Other than blowing away all DBs and starting over, what's the best way to get everyone on the same page migrations-wise? Can migrate or Update-Database be told to mark migrations as being applied even if they fail, and continue?
I have an Azure website being deployed using the source control deployment and am using EF Code First Migrations to manage my database schemas. Everything is set up and appears to be functioning properly and it deploys without errors, but there are only 4 migrations in my migration table in the database and there should be 5. My application is also throwing the following error when I try to hit the database
The model backing the 'dbContext' context has changed since the database was created. Consider using Code First Migrations to update the database (http://go.microsoft.com/fwlink/?LinkId=238269).

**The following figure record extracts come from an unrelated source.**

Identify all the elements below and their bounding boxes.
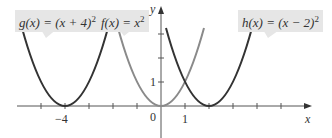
y-axis-label: y xyxy=(150,2,155,17)
x-tick-label-1: 1 xyxy=(182,112,188,127)
g-label-text: g(x) = (x + 4) xyxy=(19,15,91,30)
y-tick-label-1: 1 xyxy=(150,75,156,90)
f-label-text: f(x) = x xyxy=(101,15,140,30)
origin-label: 0 xyxy=(150,110,156,125)
y-axis-arrow-icon xyxy=(158,6,164,14)
curve-g xyxy=(22,28,108,106)
curve-h xyxy=(166,28,252,106)
x-axis-arrow-icon xyxy=(304,103,312,109)
h-label-exponent: 2 xyxy=(314,14,319,24)
x-tick-label-neg4: −4 xyxy=(55,112,68,127)
f-label: f(x) = x2 xyxy=(97,10,149,32)
x-axis-label: x xyxy=(305,112,310,127)
g-label-exponent: 2 xyxy=(91,14,96,24)
g-label: g(x) = (x + 4)2 xyxy=(15,10,100,32)
f-label-exponent: 2 xyxy=(140,14,145,24)
h-label-text: h(x) = (x − 2) xyxy=(242,15,314,30)
h-label: h(x) = (x − 2)2 xyxy=(238,10,323,32)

indicating not all of the migrations have been run. Is there somewhere on Azure I can look to see more detailed log files on the deployment and does anyone know why the migrations would run locally but not on azure?
Add this to your db context contructor:
Database.SetInitializer(new MigrateDatabaseToLatestVersion<MyContext, Data.Migrations.Configuration>());
note: change "MyContext" to the name of your context.

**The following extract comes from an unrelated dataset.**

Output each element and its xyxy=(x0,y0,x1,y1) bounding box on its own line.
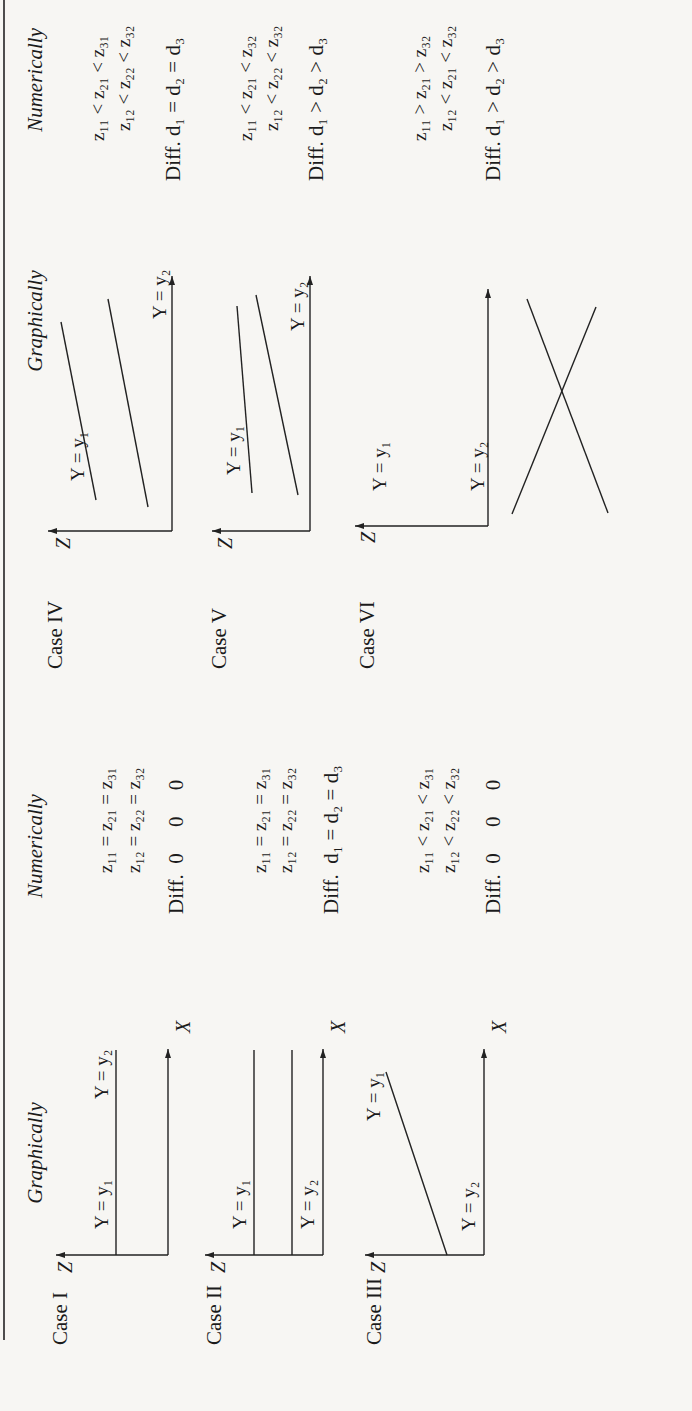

I guess I should have thought of this before I started my project but I have successfully built and tested a mini application using the code-first approach and I am ready to deploy it to a production web server.
I have moved the folder to my staging server and everything works well. I am just curious if there is a suggested deployment strategy?
If I make a change to the application I don't want to lose all the data if the application is restarted.
Should I just generate the DB scripts from the code-first project and then move it to my server that way?
Any tips and guide links would be useful.
Thanks.
Actually database initializer is only for development. Deploying such code to production is the best way to get some troubles. Code-first currently doesn't have any approach for database evolution so you must manually build change scripts to your database after new version. The easiest approach is using Database tools in VS Studio 2010 Premium and Ultimate. If you will have a database with the old schema and a database with the new schema and VS will prepare change script for you.
Here are the steps I follow.
Comment out any Initialization strategy I'm using.
Generate the database scripts for schema + data for all the tables EXCEPT the EdmMetadata table and run them on the web server. (Of course, if it's a production server, BE CAREFUL about this step. In my case, during development, the data in production and development are identical.)
Commit my solution to subversion which then triggers TeamCity to build, test, and deploy to the web server (of course, you will have your own method for this step, but somehow deploy the website to the web server).
You're all done!
The Initializer and the EdmMetadata tables are needed for development only.